Opinion

Justice reform: Policymakers must follow the path defined by voters

Illustration of an effort to assure the scales of justice are balanced. (Image: Lightspring, via Shutterstock)

Two weeks ago, another attempt to recall Los Angeles District Attorney George Gascón failed decisively, with proponents unable to muster support from even 10 percent of voters despite spending over $8 million on this latest effort.

Like the June primary results, this failure reminds us that L.A. voters, like voters across California, continue to support meaningful justice reforms and candidates who embrace them.

Over the past decade, Californians have approved several changes to the criminal legal system, including course correcting laws that had driven up  the state’s incarceration rates to unprecedented levels and led to widespread racial disparities throughout the justice system.

Los Angeles County plays a crucial role in steering the direction of reform in California.

Meanwhile, voters have repeatedly rejected ballot attempts to undo those reforms.

On a parallel path, support for reform-minded candidates has been normalized in state and local elections.  The ‘lock em up’ campaign rhetoric of the 1980s and 1990s is gone, replaced almost universally with rhetoric that is supportive of some version of reform. Support for change comes in various shapes and sizes depending on the county and the race, but the long term trend is clear: when given the choice, California voters continue to turn out in support of pro-reform candidates over candidates who run on a pro-incarceration platform.

This June, for example, longtime justice reform champion Attorney General Bonta easily secured a place on the November ballot and is well-positioned to defeat his Republican challenger. At the same time, voters in Contra Costa County and Alameda County overwhelmingly rejected ‘tough-on-crime’ candidates running for District Attorney.

In Los Angeles County, election night headlines spelled victory for anti-reform candidates, but when all the votes were counted, those predictions turned out to be wrong. Congresswoman Karen Bass ultimately came out ahead of billionaire former Republican Rick Caruso by a significant margin, despite Caruso spending tens of millions of dollars to push crime and fear messaging. Two out of three voters soundly rejected incumbent Sheriff Villanueva, and recent polling indicates that retired Long Beach Police Chief Robert Luna, a pro-reform candidate, is leading Villanueva ahead of the runoff election.

Los Angeles County, which operates the largest jail system in the country and is home to nearly a quarter of the state’s registered voters, plays a crucial role in steering the direction of reform in California. That a majority of voters there took to the ballot box to denounce Villanueva’s Trumpian ‘law-and-order’ platform and his department’s dangerous culture of violence speaks volumes of Angelenos’ appetite for new public safety strategies.

The trajectory of voters’ attitudes on safety and criminal justice continues toward change and mirrors what is happening nationally.

Angelenos reinforced this again when they rejected a second D.A. recall attempt. Fueled by Republican mega-donors, police unions, and others ideologically opposed to reform, the campaign was a page out of a national conservative playbook to undermine the progressive prosecutor movement, roll back widely supported reforms, and manufacture a narrative that voters have turned on reform. It failed.

Fox News pundits and other detractors of reform are quick to tout the June recall of San Francisco District Attorney Chesa Boudin as proof that California voters have buyer’s remorse, but the recall was an exception among the landscape of June races and the twice-defeated attempt to recall D.A. Gascón.

At the end of the day, it is true that Californians are sending a message on criminal justice reform, it is simply not the message the right would have us think it is.

The trajectory of voters’ attitudes on safety and criminal justice continues toward change and mirrors what is happening nationally, including in red states like Texas, where progressive prosecutors are taking the helm in big cities.

California policymakers should continue on the path voters have laid out for them to create a fairer, more equitable and efficient system of justice that looks beyond incarceration as its only tool to achieve safety. On this, California must continue to lead.

Editor’s Note: Anne Irwin is the executive director of Smart Justice California,  which advocates for fairness, safety and health communities through judicial reforms.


▸ **WHAT YOU NEED TO DO**: Copy out all of the data that follows, exactly as it appears.

(Component data from apps and pages)
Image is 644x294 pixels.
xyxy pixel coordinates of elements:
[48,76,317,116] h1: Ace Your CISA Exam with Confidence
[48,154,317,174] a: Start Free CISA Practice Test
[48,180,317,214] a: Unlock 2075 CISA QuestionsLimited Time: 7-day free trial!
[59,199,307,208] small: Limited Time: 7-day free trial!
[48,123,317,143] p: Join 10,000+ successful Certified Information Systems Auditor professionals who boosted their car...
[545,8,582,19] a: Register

▸ **YOUR RESPONSE**:
Image is 644x294 pixels.
xyxy pixel coordinates of elements:
[48,76,317,116] h1: Ace Your CISA Exam with Confidence
[48,154,317,174] a: Start Free CISA Practice Test
[48,180,317,214] a: Unlock 2075 CISA QuestionsLimited Time: 7-day free trial!
[59,199,307,208] small: Limited Time: 7-day free trial!
[48,123,317,143] p: Join 10,000+ successful Certified Information Systems Auditor professionals who boosted their car...
[545,8,582,19] a: Register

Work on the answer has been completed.